ROBIN ROBERTSON (1999)
Rilke (1875–1926) – according to Paul Valéry “the most glorious poet since Goethe” – spent most of his adult life wandering between European capitals, single-mindedly devoted to poetry. In the introduction to Voices (1977), a translation of Rilke’s Das Buch der Bilder (1902) in which “Herbsttag” (“Autumn Day”) first appeared, Robert Bly suggests that what the poet describes in the last stanza of this poem is in fact the life he had chosen for himself. Perhaps this is why to “wake and read and write unending letters / And wander aimless down long avenues” sounds oddly consoling. But where the benign cadences and confident apostrophes of Iris Origo’s translation have a Biblical ring, Robin Robertson’s version, from his collection Slow Air (2002), provides less obvious uplift. This is a mortal world in which everything decays, although the alteration of “some still believe” to “we still believe” in his collected version suggests the door to redemption is not completely shut.
Autumn
Master, the time has come. Rich was the summer’s gain.
Now on the dial let Thy shadow linger,
Loosen Thy winds above the boundless plain.
Let the last grapes hang heavy on the vine.
Grant them yet one more mellow southern hour
To ripen fully; tread the final drop
Of cloying sweetness into heady wine.
The time has passed for dreaming or for building.

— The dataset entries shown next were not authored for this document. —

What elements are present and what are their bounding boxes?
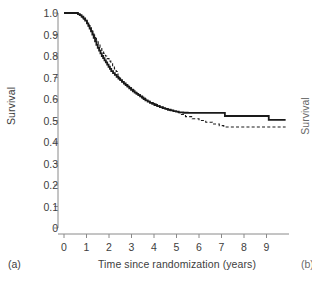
panel-b-clipped: Survival (b) — [292, 0, 312, 281]
x-tick-label: 5 — [167, 242, 187, 252]
y-tick-label: 0.9 — [24, 30, 58, 40]
y-tick-label: 1.0 — [24, 8, 58, 18]
x-axis-title: Time since randomization (years) — [64, 258, 290, 270]
panel-a: Survival 00.10.20.30.40.50.60.70.80.91.0… — [0, 0, 292, 281]
survival-curve-dashed — [64, 13, 286, 127]
y-tick-label: 0.4 — [24, 137, 58, 147]
y-tick-label: 0.6 — [24, 94, 58, 104]
survival-curve-solid — [64, 13, 286, 120]
x-tick-label: 2 — [99, 242, 119, 252]
x-tick-label: 9 — [257, 242, 277, 252]
x-tick-label: 0 — [54, 242, 74, 252]
x-tick-label: 6 — [189, 242, 209, 252]
panel-label-a: (a) — [8, 258, 21, 270]
y-tick-label: 0.7 — [24, 73, 58, 83]
y-tick-label: 0 — [24, 223, 58, 233]
panel-b-y-axis-title: Survival — [299, 81, 311, 151]
y-tick-label: 0.8 — [24, 51, 58, 61]
x-tick-label: 1 — [77, 242, 97, 252]
x-tick-label: 7 — [212, 242, 232, 252]
survival-figure: Survival 00.10.20.30.40.50.60.70.80.91.0… — [0, 0, 312, 281]
x-tick-label: 4 — [144, 242, 164, 252]
survival-curves — [64, 13, 286, 127]
panel-label-b: (b) — [301, 258, 312, 270]
y-tick-label: 0.3 — [24, 159, 58, 169]
y-tick-label: 0.1 — [24, 202, 58, 212]
x-tick-label: 3 — [122, 242, 142, 252]
x-tick-label: 8 — [234, 242, 254, 252]
axes — [54, 13, 289, 238]
y-tick-label: 0.5 — [24, 116, 58, 126]
y-tick-label: 0.2 — [24, 180, 58, 190]
y-axis-title: Survival — [5, 71, 17, 141]
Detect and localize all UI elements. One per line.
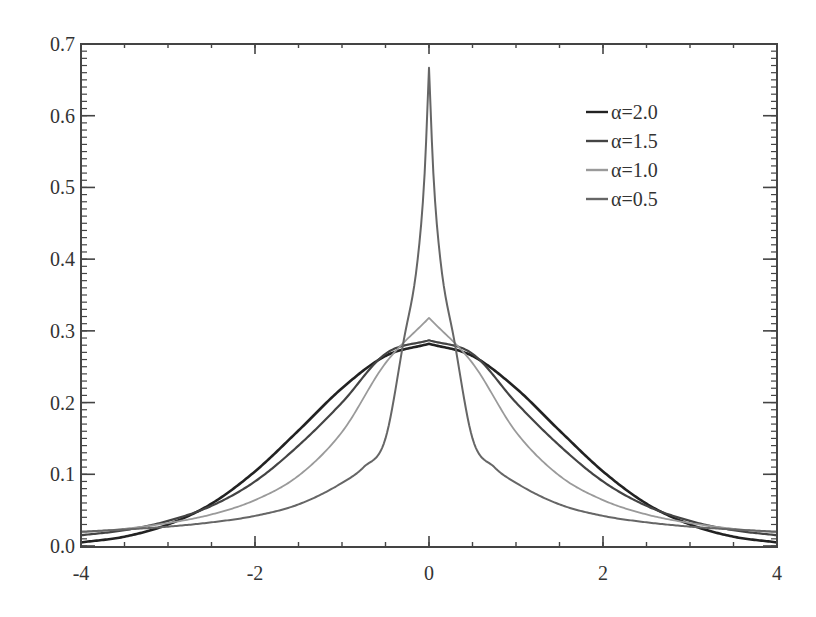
legend-label: α=2.0 [611,101,658,123]
x-tick-label: 4 [772,562,782,584]
y-tick-label: 0.2 [50,392,75,414]
minor-ticks [81,44,777,546]
y-tick-label: 0.0 [50,535,75,557]
series-line-2-0 [81,344,777,543]
y-axis-tick-labels: 0.00.10.20.30.40.50.60.7 [50,33,75,557]
y-tick-label: 0.6 [50,105,75,127]
y-tick-label: 0.1 [50,463,75,485]
x-axis-tick-labels: -4-2024 [73,562,782,584]
major-ticks [81,44,777,546]
legend: α=2.0α=1.5α=1.0α=0.5 [586,101,658,210]
y-tick-label: 0.3 [50,320,75,342]
series-line-1-0 [81,318,777,532]
y-tick-label: 0.7 [50,33,75,55]
plot-frame [81,44,777,547]
series-line-1-5 [81,340,777,535]
x-tick-label: 0 [424,562,434,584]
legend-label: α=1.5 [611,130,658,152]
legend-label: α=1.0 [611,159,658,181]
y-tick-label: 0.4 [50,248,75,270]
series-layer [81,68,777,543]
line-chart: 0.00.10.20.30.40.50.60.7 -4-2024 α=2.0α=… [0,0,816,617]
x-tick-label: -4 [73,562,90,584]
x-tick-label: 2 [598,562,608,584]
legend-label: α=0.5 [611,188,658,210]
series-line-0-5 [81,68,777,532]
x-tick-label: -2 [247,562,264,584]
y-tick-label: 0.5 [50,176,75,198]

Alone, alone, the lonely will remain,
And wake and read and write unending letters,
And wander aimless down long avenues,
While the last leaves are blown by wind and rain.
RAINER MARIA RILKE
Translated by Iris Origo (1954)
Fall
after Rilke
The leaves are falling, falling from trees
in dying gardens far above us; as if their slow
free-fall was the sky declining.
And tonight this heavy earth is falling away
from all the other stars, drawing into silence.
We are all falling now. My hand, my heart,
stall and drift in darkness, see-sawing down.
And some still believe there is one who sifts and holds
the leaves, the lives, of all those softly falling.